400-Year-Old Frozen Plants In Glacier Come Back To Life!

Earlier we have seen 30,000 years old buried plants coming back to life. Seems like there are a lot of things hidden in our planet that are waiting for coming back to life. Lately, some researchers have revived 400-year-old frozen plants!


400-year-old Bryophytes

In 2007, some researchers from the University of Alberta in Edmonton, Canada, found long-frozen green colored plants known as Bryophytes, including mosses and liverworts, from the retreating edge of the Teardrop Glacier on the Ellesmere Island.

Teardrop Glacier

When researchers examined the Bryophytes, they found the plants had been buried inside the Teardrop Glacier in the Canadian Arctic 400 years ago, but the plants’ structure was well preserved by the glacier. When deeply observed the Bryophytes, researchers found some plants were showing signs of regrowth, including green lateral branches or stems.

Bryophytes Found On The Ellesmere Island

They used radiocarbon dating to confirm the exhumed Bryophytes were entombed during the Little Ice Age that ran roughly from AD 1550 to AD 1850. However, later researchers cultured the fragments of the plants in a laboratory and they grew 11 cultures from seven specimens, representing four distinct taxa.

The researchers’ study has been published in the National Academy of Sciences. In that study, researchers wrote, “The ability of exhumed bryophyte tissue to regenerate emphasises their successful adaptation to extreme polar environments.” According to researchers, the findings have broadened the “concept of ice age refugia” traditionally confined to survival of land plants to sites above and beyond glacier margins.

Source: io9
Thanks To: The Seattle Times

[ttjad keyword=”camera-general”]

Anatol

Anatol Rahman is the Editor at TheTechJournal. He loves complicated machineries, and crazy about robot and space. He likes cycling. Before joining TheTechJournal team, he worked in the telemarketing industry. You can catch him on Google+.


WORK ITEM
Filter the listing below down to the lines with the word "data" and copy those.

AVAILABLE RECORDS
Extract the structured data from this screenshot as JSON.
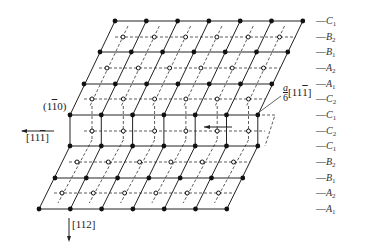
{
  "diagram": {
    "plane_label": "(1̅1̅0)",
    "plane_label_text": "(1",
    "plane_label_bar": "1",
    "plane_label_end": "0)",
    "direction_left": {
      "text": "[11",
      "bar": "1",
      "end": "]"
    },
    "direction_down": {
      "text": "[112]"
    },
    "shear": {
      "frac_num": "a",
      "frac_den": "6",
      "dir_text": "[11",
      "dir_bar": "1",
      "dir_end": "]"
    },
    "layers": [
      {
        "letter": "C",
        "sub": "1",
        "y": 21
      },
      {
        "letter": "B",
        "sub": "2",
        "y": 37
      },
      {
        "letter": "B",
        "sub": "1",
        "y": 52
      },
      {
        "letter": "A",
        "sub": "2",
        "y": 68
      },
      {
        "letter": "A",
        "sub": "1",
        "y": 84
      },
      {
        "letter": "C",
        "sub": "2",
        "y": 99
      },
      {
        "letter": "C",
        "sub": "1",
        "y": 115
      },
      {
        "letter": "C",
        "sub": "2",
        "y": 131
      },
      {
        "letter": "C",
        "sub": "1",
        "y": 146
      },
      {
        "letter": "B",
        "sub": "2",
        "y": 162
      },
      {
        "letter": "B",
        "sub": "1",
        "y": 178
      },
      {
        "letter": "A",
        "sub": "2",
        "y": 193
      },
      {
        "letter": "A",
        "sub": "1",
        "y": 209
      }
    ],
    "colors": {
      "line": "#222222",
      "dot": "#111111",
      "dashed": "#333333"
    }
  }
}
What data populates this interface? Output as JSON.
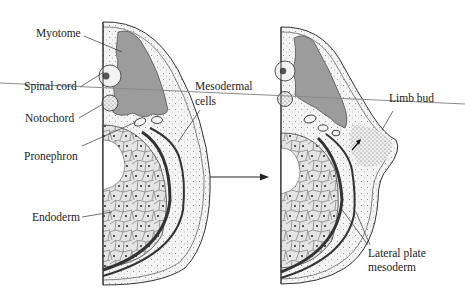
{
  "figure": {
    "left_panel": {
      "labels": {
        "myotome": "Myotome",
        "spinal_cord": "Spinal cord",
        "notochord": "Notochord",
        "pronephron": "Pronephron",
        "endoderm": "Endoderm",
        "mesodermal_cells_line1": "Mesodermal",
        "mesodermal_cells_line2": "cells"
      }
    },
    "right_panel": {
      "labels": {
        "limb_bud": "Limb bud",
        "lateral_plate_line1": "Lateral plate",
        "lateral_plate_line2": "mesoderm"
      }
    },
    "transition_arrow": "right-arrow",
    "colors": {
      "background": "#ffffff",
      "ink": "#222222",
      "myotome_fill": "#9a9a9a",
      "stipple_fill": "#eeeeee",
      "endoderm_fill": "#e2e2e2",
      "overlay_line": "#8a8a8a"
    }
  }
}
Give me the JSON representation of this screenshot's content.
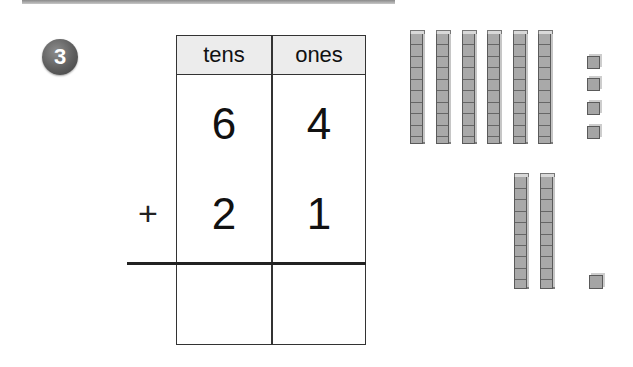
{
  "problem": {
    "number": "3",
    "operator": "+"
  },
  "place_value_chart": {
    "headers": [
      "tens",
      "ones"
    ],
    "rows": [
      {
        "tens": "6",
        "ones": "4"
      },
      {
        "tens": "2",
        "ones": "1"
      }
    ],
    "answer": {
      "tens": "",
      "ones": ""
    }
  },
  "base_ten_blocks": {
    "addend1": {
      "tens_rods": 6,
      "ones_units": 4
    },
    "addend2": {
      "tens_rods": 2,
      "ones_units": 1
    }
  },
  "colors": {
    "badge": "#5e5e5e",
    "header_fill": "#ececec",
    "block": "#a9a9a9",
    "line": "#333333"
  }
}
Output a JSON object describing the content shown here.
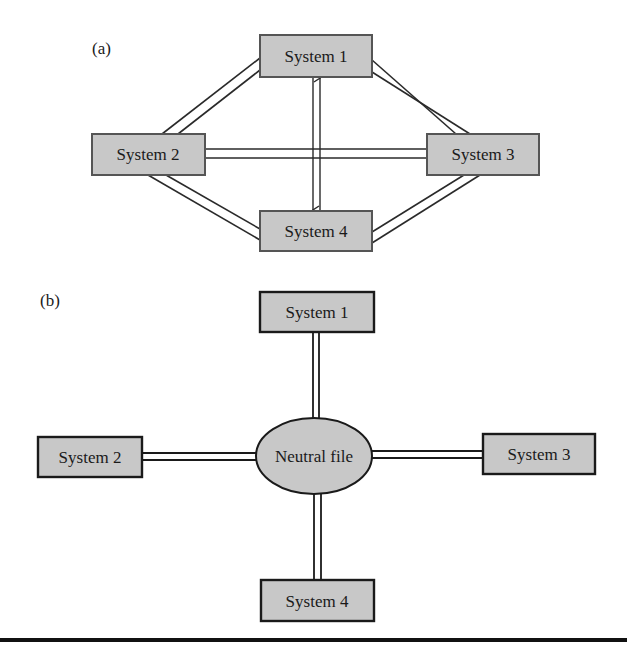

RESULT OF THIS TASK
Extract the structured data from this screenshot as JSON.
What data populates this interface? Output as JSON.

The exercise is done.